By February 5, 2008General

 Myrna Colley-Lee

 

"Gwendolyn Fairfax" from The Importance of Being Earnest and Myrna Colley-Lee

Delta State University is pleased to announce the exhibition– GladRags: Sketches, Swatches, and Costume Designs by Myrna Colley-Lee.  The exhibition will take place in the Fielding Wright Art Center Gallery and be available for viewing through Tuesday, Feb. 26 with a closing reception to be held from 6-8 p.m. in the Gallery.
 
In this exhibition, the art of costume design is explored through the work of costume designer Myrna Colley-Lee of Charleston, Mississippi, who is known largely for her work in the regional theater circuit. The exhibition consists of nearly 100 works by Colley-Lee, including working sketches and fabric swatches and production photographs that represent a portfolio spanning three decades. The beautifully crafted sketches show great detail and extensive historical research. She attributes the quality of her design sketches to her graduate school days, when students designed in great detail knowing the costume would never be realized. “The value,” she says, “is the exercise of learning to design and the processes of design through rendering. It’s a chance to develop your skill.

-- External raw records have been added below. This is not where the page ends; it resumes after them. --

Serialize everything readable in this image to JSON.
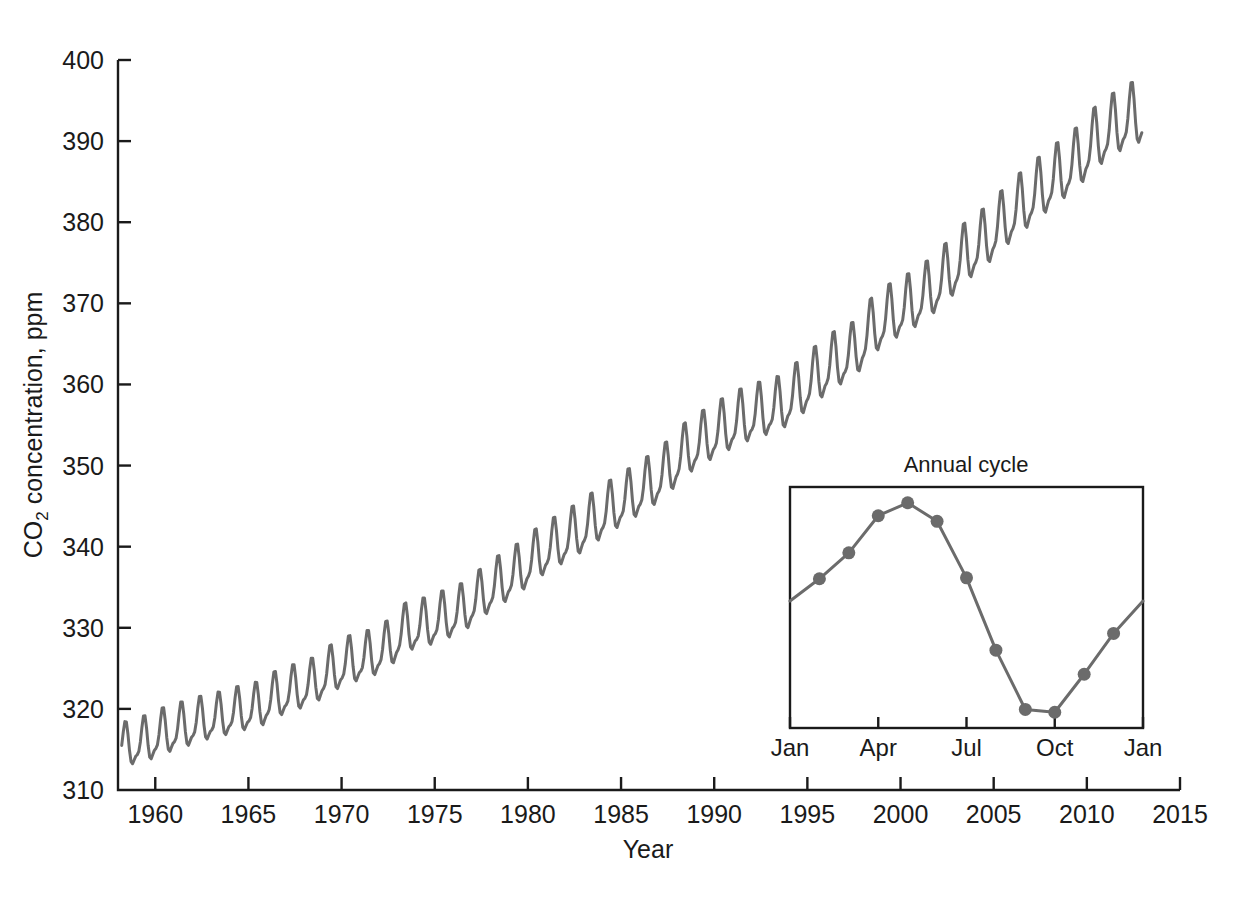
{
  "figure": {
    "background_color": "#ffffff",
    "line_color": "#6b6b6b",
    "axis_color": "#1a1a1a",
    "marker_color": "#6b6b6b"
  },
  "chart_data": [
    {
      "id": "main",
      "type": "line",
      "title": "",
      "xlabel": "Year",
      "ylabel": "CO2 concentration, ppm",
      "ylabel_display": "CO₂ concentration, ppm",
      "xlim": [
        1958,
        2015
      ],
      "ylim": [
        310,
        400
      ],
      "grid": false,
      "legend": "none",
      "xticks": [
        1960,
        1965,
        1970,
        1975,
        1980,
        1985,
        1990,
        1995,
        2000,
        2005,
        2010,
        2015
      ],
      "xtick_labels": [
        "1960",
        "1965",
        "1970",
        "1975",
        "1980",
        "1985",
        "1990",
        "1995",
        "2000",
        "2005",
        "2010",
        "2015"
      ],
      "yticks": [
        310,
        320,
        330,
        340,
        350,
        360,
        370,
        380,
        390,
        400
      ],
      "ytick_labels": [
        "310",
        "320",
        "330",
        "340",
        "350",
        "360",
        "370",
        "380",
        "390",
        "400"
      ],
      "description": "Monthly mean atmospheric CO2 at Mauna Loa: rising trend with annual sawtooth cycle",
      "series": [
        {
          "name": "CO2 monthly mean",
          "color": "#6b6b6b",
          "annual_trend": [
            {
              "year": 1958.5,
              "mean": 315.3,
              "amp": 3.0
            },
            {
              "year": 1959.5,
              "mean": 315.9,
              "amp": 3.2
            },
            {
              "year": 1960.5,
              "mean": 316.9,
              "amp": 3.2
            },
            {
              "year": 1961.5,
              "mean": 317.6,
              "amp": 3.2
            },
            {
              "year": 1962.5,
              "mean": 318.4,
              "amp": 3.1
            },
            {
              "year": 1963.5,
              "mean": 318.9,
              "amp": 3.1
            },
            {
              "year": 1964.5,
              "mean": 319.6,
              "amp": 3.1
            },
            {
              "year": 1965.5,
              "mean": 320.0,
              "amp": 3.2
            },
            {
              "year": 1966.5,
              "mean": 321.4,
              "amp": 3.2
            },
            {
              "year": 1967.5,
              "mean": 322.2,
              "amp": 3.2
            },
            {
              "year": 1968.5,
              "mean": 323.0,
              "amp": 3.2
            },
            {
              "year": 1969.5,
              "mean": 324.6,
              "amp": 3.3
            },
            {
              "year": 1970.5,
              "mean": 325.7,
              "amp": 3.3
            },
            {
              "year": 1971.5,
              "mean": 326.3,
              "amp": 3.3
            },
            {
              "year": 1972.5,
              "mean": 327.5,
              "amp": 3.3
            },
            {
              "year": 1973.5,
              "mean": 329.7,
              "amp": 3.4
            },
            {
              "year": 1974.5,
              "mean": 330.2,
              "amp": 3.4
            },
            {
              "year": 1975.5,
              "mean": 331.1,
              "amp": 3.4
            },
            {
              "year": 1976.5,
              "mean": 332.0,
              "amp": 3.4
            },
            {
              "year": 1977.5,
              "mean": 333.8,
              "amp": 3.4
            },
            {
              "year": 1978.5,
              "mean": 335.4,
              "amp": 3.5
            },
            {
              "year": 1979.5,
              "mean": 336.8,
              "amp": 3.5
            },
            {
              "year": 1980.5,
              "mean": 338.7,
              "amp": 3.5
            },
            {
              "year": 1981.5,
              "mean": 340.1,
              "amp": 3.5
            },
            {
              "year": 1982.5,
              "mean": 341.4,
              "amp": 3.6
            },
            {
              "year": 1983.5,
              "mean": 343.0,
              "amp": 3.6
            },
            {
              "year": 1984.5,
              "mean": 344.6,
              "amp": 3.6
            },
            {
              "year": 1985.5,
              "mean": 346.0,
              "amp": 3.6
            },
            {
              "year": 1986.5,
              "mean": 347.4,
              "amp": 3.7
            },
            {
              "year": 1987.5,
              "mean": 349.2,
              "amp": 3.7
            },
            {
              "year": 1988.5,
              "mean": 351.6,
              "amp": 3.7
            },
            {
              "year": 1989.5,
              "mean": 353.1,
              "amp": 3.7
            },
            {
              "year": 1990.5,
              "mean": 354.4,
              "amp": 3.8
            },
            {
              "year": 1991.5,
              "mean": 355.6,
              "amp": 3.8
            },
            {
              "year": 1992.5,
              "mean": 356.4,
              "amp": 3.8
            },
            {
              "year": 1993.5,
              "mean": 357.1,
              "amp": 3.8
            },
            {
              "year": 1994.5,
              "mean": 358.8,
              "amp": 3.9
            },
            {
              "year": 1995.5,
              "mean": 360.8,
              "amp": 3.9
            },
            {
              "year": 1996.5,
              "mean": 362.6,
              "amp": 3.9
            },
            {
              "year": 1997.5,
              "mean": 363.7,
              "amp": 3.9
            },
            {
              "year": 1998.5,
              "mean": 366.7,
              "amp": 4.0
            },
            {
              "year": 1999.5,
              "mean": 368.4,
              "amp": 4.0
            },
            {
              "year": 2000.5,
              "mean": 369.6,
              "amp": 4.0
            },
            {
              "year": 2001.5,
              "mean": 371.2,
              "amp": 4.0
            },
            {
              "year": 2002.5,
              "mean": 373.3,
              "amp": 4.1
            },
            {
              "year": 2003.5,
              "mean": 375.8,
              "amp": 4.1
            },
            {
              "year": 2004.5,
              "mean": 377.5,
              "amp": 4.1
            },
            {
              "year": 2005.5,
              "mean": 379.8,
              "amp": 4.1
            },
            {
              "year": 2006.5,
              "mean": 381.9,
              "amp": 4.2
            },
            {
              "year": 2007.5,
              "mean": 383.8,
              "amp": 4.2
            },
            {
              "year": 2008.5,
              "mean": 385.6,
              "amp": 4.2
            },
            {
              "year": 2009.5,
              "mean": 387.4,
              "amp": 4.2
            },
            {
              "year": 2010.5,
              "mean": 389.9,
              "amp": 4.3
            },
            {
              "year": 2011.5,
              "mean": 391.6,
              "amp": 4.3
            },
            {
              "year": 2012.6,
              "mean": 393.0,
              "amp": 4.3
            }
          ],
          "first_value": 317.0,
          "first_minimum": 312.6,
          "last_peak": 392.6,
          "last_value": 390.0
        }
      ]
    },
    {
      "id": "inset",
      "type": "line",
      "title": "Annual cycle",
      "xlabel": "",
      "ylabel": "",
      "grid": false,
      "legend": "none",
      "markers": true,
      "xtick_labels": [
        "Jan",
        "Apr",
        "Jul",
        "Oct",
        "Jan"
      ],
      "xticks": [
        0,
        3,
        6,
        9,
        12
      ],
      "xlim": [
        0,
        12
      ],
      "ylim": [
        318.5,
        344.5
      ],
      "categories": [
        "Jan",
        "Feb",
        "Mar",
        "Apr",
        "May",
        "Jun",
        "Jul",
        "Aug",
        "Sep",
        "Oct",
        "Nov",
        "Dec",
        "Jan"
      ],
      "values": [
        332.2,
        334.6,
        337.4,
        341.4,
        342.8,
        340.8,
        334.7,
        326.9,
        320.5,
        320.2,
        324.3,
        328.7,
        332.2
      ],
      "marker_points": [
        {
          "month": "Feb",
          "x": 1,
          "y": 334.6
        },
        {
          "month": "Mar",
          "x": 2,
          "y": 337.4
        },
        {
          "month": "Apr",
          "x": 3,
          "y": 341.4
        },
        {
          "month": "May",
          "x": 4,
          "y": 342.8
        },
        {
          "month": "Jun",
          "x": 5,
          "y": 340.8
        },
        {
          "month": "Jul",
          "x": 6,
          "y": 334.7
        },
        {
          "month": "Aug",
          "x": 7,
          "y": 326.9
        },
        {
          "month": "Sep",
          "x": 8,
          "y": 320.5
        },
        {
          "month": "Oct",
          "x": 9,
          "y": 320.2
        },
        {
          "month": "Nov",
          "x": 10,
          "y": 324.3
        },
        {
          "month": "Dec",
          "x": 11,
          "y": 328.7
        }
      ]
    }
  ]
}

Colley-Lee always incorporates research into her designs. She says, “A play is always a world, a complete and concise unit; the more you research, the more informed the production and the more it assists the actors, and, therefore, makes it a more valid experience for the audience.”

A native of North Carolina, Myrna Colley-Lee completed her B.F.A. in art education from the Women’s College of the University of North Carolina (now the University of North Carolina at Greensboro) and studied scene painting and properties at Brooklyn College, N.Y. In 1980 she received her M.F.A. in scenic and costume design from Temple University, Philadelphia, Penn.

As a young designer, she designed for the play, Long Day’s Journey into Night, by Eugene O’Neill, which for the first time ever had an all-black cast. Colley-Lee described the idea of doing the play with color-blind casting, saying, “If a man could play a woman’s role a few hundred years ago, why can’t a black person play a role that was written for a white person? Why did it matter? Theater is all about the suspension of disbelief, and creating your own world. We didn’t see how this was any different.”

Colley-Lee’s most recent costume design work was featured in the productions Relativity at the Black Rep, St. Louis, Mo., The Piano Lesson and Forest City at the Cleveland Playhouse, Ohio, and Wedding Band: A Love/Hate Story in Black and White for the Steppenwolf Theatre Company, Chicago, Ill., among other projects. This year she will assist with the premiere of Till, a new work by Ifa Bayeza in conjunction with Rites & Reason Theatre at Brown University, Providence, R.I.

Colley-Lee serves as a commissioner for the Mississippi Arts Commission and is on several boards, including the Charleston Arts and Revitalization Effort, Inc., a local civic arts organization; the Rock River Foundation, a philanthropic organization for the arts; the Mississippi State University Department of Art; and the Gertrude C. Ford Center for the Performing Arts at the University of Mississippi, University, among many others.

GladRags: Sketches, Swatches and Costume Designs by Myrna Colley-Lee is organized by the Mississippi Museum of Art and supported with funds provided by the Museum’s statewide Traveling Exhibition Endowment, a fund made possible through significant private contributions matched by the National Endowment for the Arts, a federal agency.

The exhibit is available during the weekday hours of 8 a.m.-8:30 p.m. Monday through Thursday and 8 a.m.-3:30 p.m. on Friday, closed weekends. The exhibit and closing reception are free and open to the public. For further information, please call 662-846-4720.